Quote:
Originally posted by 1967 R50/2
Even alot of the companies that were sending work to computer mills in India have now decided it's more economic to keep the work here.
|
Took them long enough to figure it out.
Let's say I offshore a simple coding change--something that would take me 25 hours to code, test, and implement. Roughly one work week.
First I have to have an hour meeting with and offshore coordinator. Let's say the meeting takes one hour. That meeting has burned 2 man-hours.
Now I have to spec out the change. It takes me one hour.
Offshore says the change will take 10 hours. (See--we saved money!) Only 13 hours burned--so far.
I get the code back a week later from offshore that has allegedly been coded and unit tested per my specs. It doesn't compile. I have another meeting with the offshore coordinator and some other offshore QA guy and re-explain the specs. I am promised the working code tomorrow morning. 3 more hours burned.
Tommorow morning, and no code. 2 days of pestering the offshore coordinator and I get that the code will be ready Monday of next week.
Monday of the next week, and I have the new code, and it compiles. *Just to make sure* I decide to run some simple unit test cases...and the code doesn't do what I speced out. Not wanting to have to wait *another* week, I go ahead and correct the code (which doens't meet coding standards). Correcting the code and running unit test cases takes me 15 hours. Additional levels of testing take another 5 hours.
So, I predicted it would take me 25 hours over one work week to make the change myself, and offshore promised me 10 hours of their time plus 5 hours of additional testing for a total of 15 over one work week, and one day, for offshoring. It really took 35 man-hours over two weeks, one day, to offshore.
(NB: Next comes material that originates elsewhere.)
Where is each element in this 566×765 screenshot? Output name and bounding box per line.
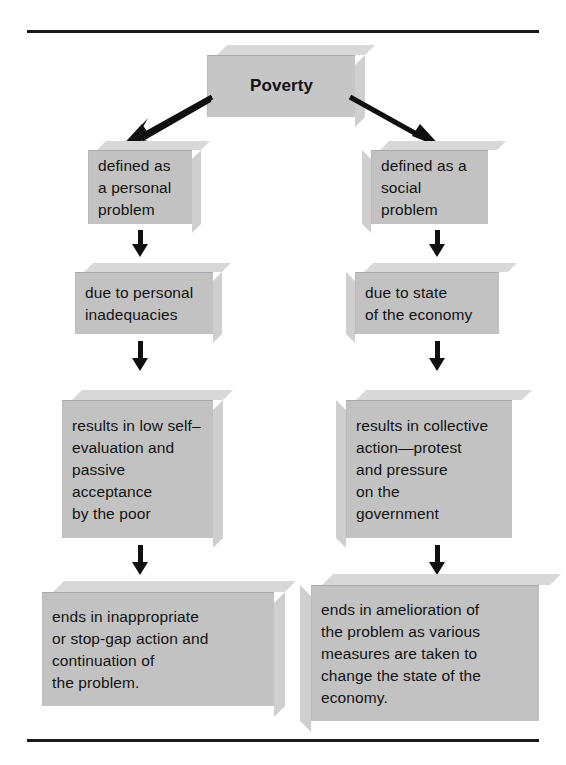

But the offshore labor costs less, so despite the innefficiency, the company still saved money, right?
Well, lets say I make $30 an hour. If I made the change myself over 25 hours, that would cost the company $750.
Lets say the offshore programmers cost $10 an hour. The offshore coordinators also make $30 an hour. If they made the changes as promised, it would have cost 10 hours of offshore programming time at $10 an hour for $100. Add that to a 2 man-hour meeting at $30, an hour of spec writing, and 5 hours of additional testing for a SUBtotal of $240. That brings the total estimated cost for offshoring to $340.
Per my (often-repeated, real-life) scenario above, there was an additional 18 hours of $30 an hour time. That is an additional $540 of cost. That means it really cost $880. So what, it cost $130 more than it would have if I made the change?
The problem is that every single time I have been forced to send work offshore, this scenario has happened. Sometimes, I've had to send work back 3-4 times before I finally give in and correct it myself. The code NEVER meets standards.
Are Indians bad programmers? No. But they don't have the business knowledge of nor the repeated exposure to the systems I work on to make quick coding changes that meet business needs and coding standards. The offshore guys usually only work on a given system once before moving on to something else.
More an more, the business rules that a run a business are encoded in that company's computer systems. Is it really a good idea to farm out a company's proprietary secrets to the lowest bidder?